The formation of gas giants such as Jupiter and Saturn has been a long standing problem in astronomy, now, with the aid of Europe's fastest supercomputer at CSCS and nine months running time on hundreds to several thousands of computing cores, researchers show that a planets temperature could be the giveaway as to how they evolved.
At present there are two main theories as to how gaseous giant planets could be born, either via ‘core-accretion,’ or from ‘disk instability.’ In the first scenario a solid core roughly ten times the size of the Earth is formed through the aggregation of smaller solids. This core is then massive enough to attract a significant amount of gas and keep hold of it.
In the second scenario, in a similar manner to how stars are formed, a massive gaseous disk around a young star collapses due to self-gravity of the gas-dust in the disk. During this process, spiral arms form with clumps inside which in turn collapse via their own gravity directly into a gaseous planet.
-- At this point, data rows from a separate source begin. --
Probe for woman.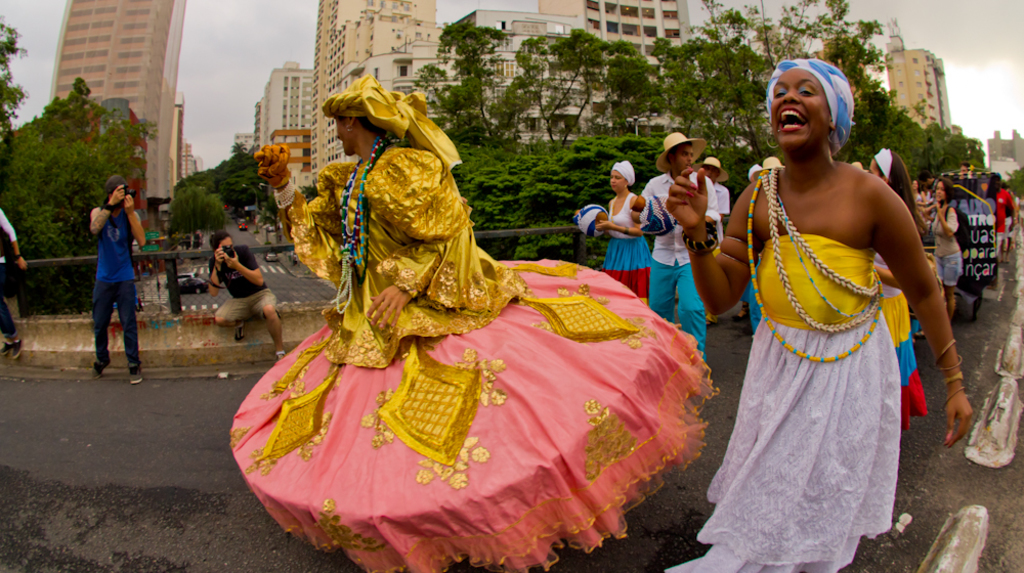
Probe result: [x1=656, y1=57, x2=968, y2=572].
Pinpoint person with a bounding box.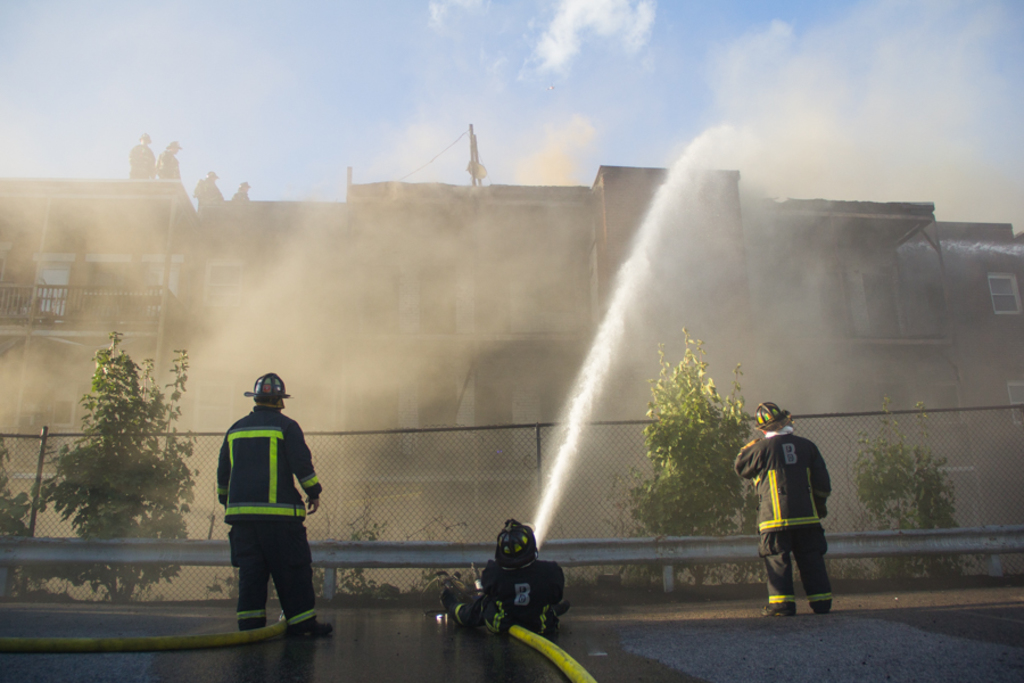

In both cases, a disk forms around the gas-giants, called the circumplanetary disk, which will serve as a sort-of birth-nest for fledgling planets to form.
To ascertain which mechanism is the most likely, a team of Swiss astronomers used the Swiss National Supercomputing Centre (CSCS) in Lugano to simulate both scenarios. "We pushed our simulations to the limits in terms of the complexity of the physics added to the models," explains Judit Szulágyi, a professor at the University of Zürich, and lead author of two research papers detailing these studies, “and we achieved higher resolution than anybody before."
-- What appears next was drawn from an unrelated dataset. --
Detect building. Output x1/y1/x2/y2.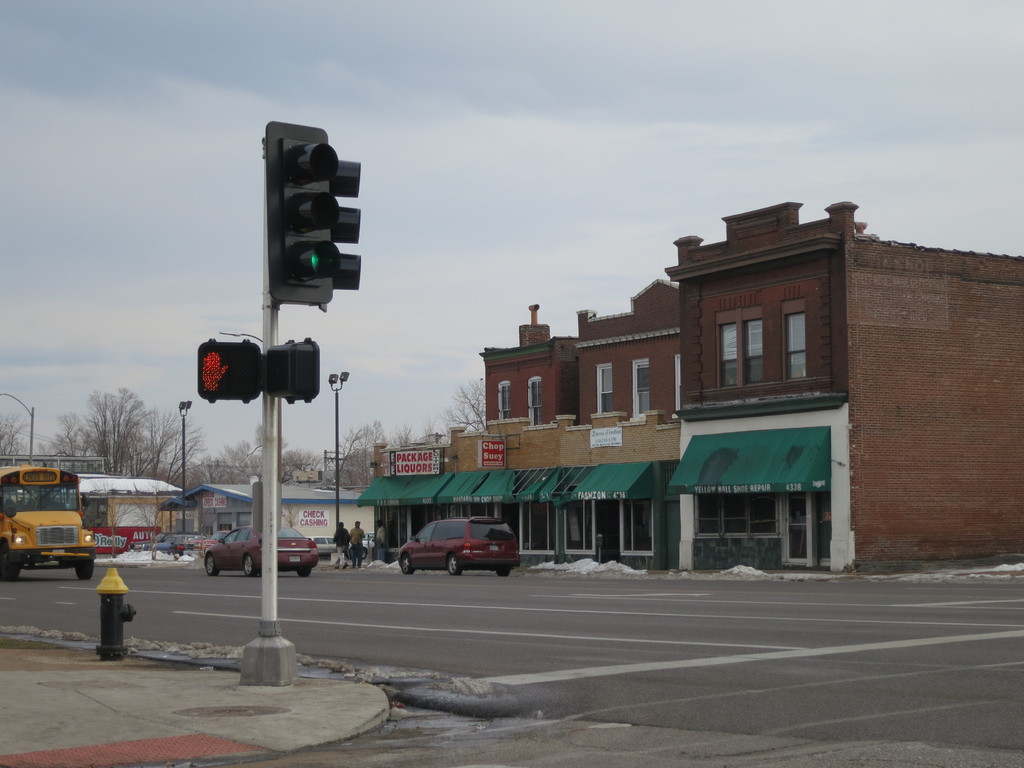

Through the simulations, it became apparent that one particular feature could be used to distinguish between the two theories - temperature. For the case of core accretion, the circumplanetary disk was heated to several hundreds of Kelvins whereas for the disk instability scenario, the gas in the planet's vicinity remained very cold, around 50 Kelvins. "The disk instability simulations are the first that can resolve the circumplanetary disk around multiple protoplanets, using tens of millions of resolution elements in the computational domain,” adds Lucio Mayer, one of the authors on the paper.
Luckily, this huge temperature difference should be easily observable. "When astronomers look into new forming planetary systems, just measuring the temperatures in the planet's vicinity will be enough to tell which formation mechanism built the given planet," explains Szulágyi. It was also previously thought that the mass of the circumplanetary disk that feeds the growing gas giant must be different for the two different formation scenarios, however, these simulations showed that this is not the case and that the masses of the disk are not so diverse after all.
If that wasn’t enough, then the results also showed that how scientists calculate the size of a newly born planet could be misleading. The computer simulations for the core accretion scenario showed that gas falling on the disk from the outside heats up and creates a very luminous shock front on the disk's upper layer. This alters the observational appearance of young, forming planets, sufficiently enough to overestimate a planet's mass by up to four times its actual size.
"When we see a luminous spot inside a circumplanetary disk, we cannot be sure whether we see the planet luminosity, or also the surrounding disk luminosity," says Szulágyi. "So maybe an observed planet has only the same mass as Saturn instead of some Jupiter masses.”
Despite these positive results, challenges still remain. Simulations of disk instability still do not cover a long enough timescale and it is possible that after the protoplanet has collapsed to the density of a planet like Jupiter, its disk will heat up more like it is undergoing core-accretion. It will take even longer computationally expensive simulations with a richer description of the physics to take scientists to the next step in understanding this problem.